“The love I felt for her on that train ride had a capital and provinces, parishes and a Vatican, an orange planet and many sullen moons -- it was systemic and it was complete.”
“It is a capital insult in this country not to make love to a naked woman, even if she is related to you.”
“The situation was clear: They were two astronauts on a cold planet. He was, for his part, a gentle dissembler, a dodgy investment guru with his hands in too many pockets. She was a terrorist who drove tent stakes into the ground, who cradled mewing stray cats in her arms, not to mention the poor Tomas.”
“There's nothing wrong with her except she's completely fucked up.”
“I felt the weakness of these books, their immateriality, how they had failed to change the world, and I didn't want to sully myself with their weakness anymore.”
“My poor Eunice looked so tired when she huffed off the bus with her many bags that I nearly tackled her in a rejuvenating embrace, but I was careful not to make a scene, waving my roses and champagne at the armed men to prove that I had enough Credit to afford Retail, and then kissed her passionately on one cheek (she smelled of flight and moisturizer), then on the straight, thin, oddly non-Asian nose, then the other cheek, then back to the nose, then once more the first cheek, following the curve of freckles backward and forward, marking her nose like a bridge to be crossed twice. The champagne bottle fell out of my hands, but, whatever futuristic garbage it was made of, it didn't break.”
“But I knew it wasn't just the cute girl on the screen that had made Eunice cry. It was her father laughing, being kind, the family momentarily loving and intact - a cruel side trip into the impossible, an alternate history. The dinner was over. The waiters were clearing the table with resignation and without a word. I knew that, according to tradition, I had to allow Dr. Park to pay for the meal, but I went into my apparat and transferred him three hundred yuan, the total of the bill, out of an unnamed account. I did not want his money. Even if my dreams were realised and I would marry Eunice someday, Dr. Park would always remain to me a stranger. After thirty-nine years of being alive, I had forgiven my own parents for not knowing how to care for a child, but that was the depth of my forgiveness.”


[Work task]
Your answer must be every line of the data that holds the string "Predicted".

[Material shown]
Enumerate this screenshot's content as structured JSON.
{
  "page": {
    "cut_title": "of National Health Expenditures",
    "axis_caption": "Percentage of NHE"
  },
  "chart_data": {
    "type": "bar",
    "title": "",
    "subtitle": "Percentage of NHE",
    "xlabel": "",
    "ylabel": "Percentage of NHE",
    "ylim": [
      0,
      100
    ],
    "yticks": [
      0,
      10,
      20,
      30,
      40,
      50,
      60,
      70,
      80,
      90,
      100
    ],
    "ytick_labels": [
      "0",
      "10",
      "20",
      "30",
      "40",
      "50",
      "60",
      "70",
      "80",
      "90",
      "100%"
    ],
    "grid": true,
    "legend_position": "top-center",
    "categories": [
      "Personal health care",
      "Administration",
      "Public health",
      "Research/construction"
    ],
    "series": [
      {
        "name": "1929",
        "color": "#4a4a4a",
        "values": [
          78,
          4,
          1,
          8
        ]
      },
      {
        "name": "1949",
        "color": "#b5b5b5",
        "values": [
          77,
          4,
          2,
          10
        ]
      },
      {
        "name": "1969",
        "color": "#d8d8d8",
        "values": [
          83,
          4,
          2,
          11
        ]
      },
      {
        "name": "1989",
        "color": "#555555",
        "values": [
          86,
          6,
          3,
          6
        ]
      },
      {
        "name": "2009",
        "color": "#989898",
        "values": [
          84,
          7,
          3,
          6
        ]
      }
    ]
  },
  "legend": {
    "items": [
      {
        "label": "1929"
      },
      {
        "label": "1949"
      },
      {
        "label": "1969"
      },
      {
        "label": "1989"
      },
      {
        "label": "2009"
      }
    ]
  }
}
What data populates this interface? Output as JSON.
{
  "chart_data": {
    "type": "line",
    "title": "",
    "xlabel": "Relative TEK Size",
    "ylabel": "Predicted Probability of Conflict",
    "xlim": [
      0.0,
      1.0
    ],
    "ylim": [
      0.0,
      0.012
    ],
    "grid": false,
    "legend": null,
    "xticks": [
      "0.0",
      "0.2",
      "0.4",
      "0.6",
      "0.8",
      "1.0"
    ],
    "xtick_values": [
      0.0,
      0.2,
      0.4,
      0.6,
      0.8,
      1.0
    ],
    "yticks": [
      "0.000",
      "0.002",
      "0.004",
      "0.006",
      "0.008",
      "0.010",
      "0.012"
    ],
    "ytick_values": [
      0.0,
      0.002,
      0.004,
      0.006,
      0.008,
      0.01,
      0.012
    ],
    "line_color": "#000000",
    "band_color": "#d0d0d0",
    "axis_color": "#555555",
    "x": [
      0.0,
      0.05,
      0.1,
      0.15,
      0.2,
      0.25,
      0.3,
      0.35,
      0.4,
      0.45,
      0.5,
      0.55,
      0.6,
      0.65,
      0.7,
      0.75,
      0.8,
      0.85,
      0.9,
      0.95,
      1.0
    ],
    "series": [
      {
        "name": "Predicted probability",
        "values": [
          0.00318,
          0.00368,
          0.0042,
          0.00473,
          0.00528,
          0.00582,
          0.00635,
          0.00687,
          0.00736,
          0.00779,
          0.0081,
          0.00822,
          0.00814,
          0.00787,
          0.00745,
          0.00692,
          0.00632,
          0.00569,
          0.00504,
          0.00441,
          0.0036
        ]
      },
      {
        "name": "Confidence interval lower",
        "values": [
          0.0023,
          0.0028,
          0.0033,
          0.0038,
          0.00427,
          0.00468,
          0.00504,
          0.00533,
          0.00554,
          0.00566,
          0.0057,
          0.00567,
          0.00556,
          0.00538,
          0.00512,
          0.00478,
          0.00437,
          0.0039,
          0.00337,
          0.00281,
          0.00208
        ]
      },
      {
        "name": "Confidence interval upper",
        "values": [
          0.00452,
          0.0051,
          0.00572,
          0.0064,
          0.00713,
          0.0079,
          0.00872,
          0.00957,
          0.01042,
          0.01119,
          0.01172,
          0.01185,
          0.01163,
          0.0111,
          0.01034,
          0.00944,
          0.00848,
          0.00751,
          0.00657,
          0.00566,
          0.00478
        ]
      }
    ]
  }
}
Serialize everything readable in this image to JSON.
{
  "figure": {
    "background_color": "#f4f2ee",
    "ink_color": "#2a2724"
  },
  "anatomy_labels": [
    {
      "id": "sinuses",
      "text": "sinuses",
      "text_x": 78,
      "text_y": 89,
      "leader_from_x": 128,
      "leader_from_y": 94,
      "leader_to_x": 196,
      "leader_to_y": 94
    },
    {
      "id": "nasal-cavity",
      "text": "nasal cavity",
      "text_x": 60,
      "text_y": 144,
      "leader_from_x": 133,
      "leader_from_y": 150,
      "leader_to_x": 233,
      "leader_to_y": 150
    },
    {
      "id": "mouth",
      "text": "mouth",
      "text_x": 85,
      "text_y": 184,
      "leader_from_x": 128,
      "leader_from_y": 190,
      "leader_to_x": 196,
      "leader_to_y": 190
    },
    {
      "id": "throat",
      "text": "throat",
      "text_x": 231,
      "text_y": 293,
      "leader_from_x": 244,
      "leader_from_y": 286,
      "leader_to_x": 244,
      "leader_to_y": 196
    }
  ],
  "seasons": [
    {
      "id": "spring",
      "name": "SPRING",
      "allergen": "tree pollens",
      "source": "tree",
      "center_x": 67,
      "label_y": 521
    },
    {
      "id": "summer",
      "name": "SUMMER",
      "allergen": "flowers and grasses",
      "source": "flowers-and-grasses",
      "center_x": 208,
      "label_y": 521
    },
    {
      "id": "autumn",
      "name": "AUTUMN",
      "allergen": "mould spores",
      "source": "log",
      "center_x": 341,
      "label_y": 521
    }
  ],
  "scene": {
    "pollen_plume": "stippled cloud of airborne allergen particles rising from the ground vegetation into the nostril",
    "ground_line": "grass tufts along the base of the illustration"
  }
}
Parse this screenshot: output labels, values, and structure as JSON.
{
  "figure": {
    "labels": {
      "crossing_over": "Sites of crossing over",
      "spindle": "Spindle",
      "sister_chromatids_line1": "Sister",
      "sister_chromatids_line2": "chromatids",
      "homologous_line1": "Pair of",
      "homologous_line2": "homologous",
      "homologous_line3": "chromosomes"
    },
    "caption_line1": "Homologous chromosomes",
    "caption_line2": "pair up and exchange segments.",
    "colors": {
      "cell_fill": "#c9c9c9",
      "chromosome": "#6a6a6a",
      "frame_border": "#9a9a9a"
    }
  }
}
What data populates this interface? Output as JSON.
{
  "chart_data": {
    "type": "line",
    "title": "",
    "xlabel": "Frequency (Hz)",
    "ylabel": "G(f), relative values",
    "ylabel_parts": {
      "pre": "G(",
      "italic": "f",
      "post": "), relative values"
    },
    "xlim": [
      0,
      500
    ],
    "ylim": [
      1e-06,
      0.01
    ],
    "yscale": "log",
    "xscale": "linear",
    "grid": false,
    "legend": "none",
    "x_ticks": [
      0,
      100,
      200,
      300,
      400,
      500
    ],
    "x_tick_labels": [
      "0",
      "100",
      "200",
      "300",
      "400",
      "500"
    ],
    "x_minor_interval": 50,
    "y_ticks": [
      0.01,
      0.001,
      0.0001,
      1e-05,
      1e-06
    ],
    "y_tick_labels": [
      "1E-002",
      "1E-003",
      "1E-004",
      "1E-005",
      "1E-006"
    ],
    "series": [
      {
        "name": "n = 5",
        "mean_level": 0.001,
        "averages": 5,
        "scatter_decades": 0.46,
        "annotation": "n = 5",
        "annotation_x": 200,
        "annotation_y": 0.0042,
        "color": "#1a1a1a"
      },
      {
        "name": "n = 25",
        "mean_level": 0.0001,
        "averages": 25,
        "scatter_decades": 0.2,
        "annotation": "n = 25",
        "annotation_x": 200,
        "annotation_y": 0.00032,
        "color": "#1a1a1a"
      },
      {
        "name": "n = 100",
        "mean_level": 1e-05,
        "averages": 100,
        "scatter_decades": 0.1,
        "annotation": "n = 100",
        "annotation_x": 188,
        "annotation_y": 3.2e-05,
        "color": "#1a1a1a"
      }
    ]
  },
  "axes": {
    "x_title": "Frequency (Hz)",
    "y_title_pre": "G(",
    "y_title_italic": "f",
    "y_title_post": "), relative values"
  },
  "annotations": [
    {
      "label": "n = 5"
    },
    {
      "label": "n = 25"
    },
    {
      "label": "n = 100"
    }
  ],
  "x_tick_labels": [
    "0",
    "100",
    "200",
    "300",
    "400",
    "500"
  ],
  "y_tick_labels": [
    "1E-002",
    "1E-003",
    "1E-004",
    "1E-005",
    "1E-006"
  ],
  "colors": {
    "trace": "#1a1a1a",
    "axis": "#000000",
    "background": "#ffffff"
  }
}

[Reply]
    "ylabel": "Predicted Probability of Conflict",
        "name": "Predicted probability",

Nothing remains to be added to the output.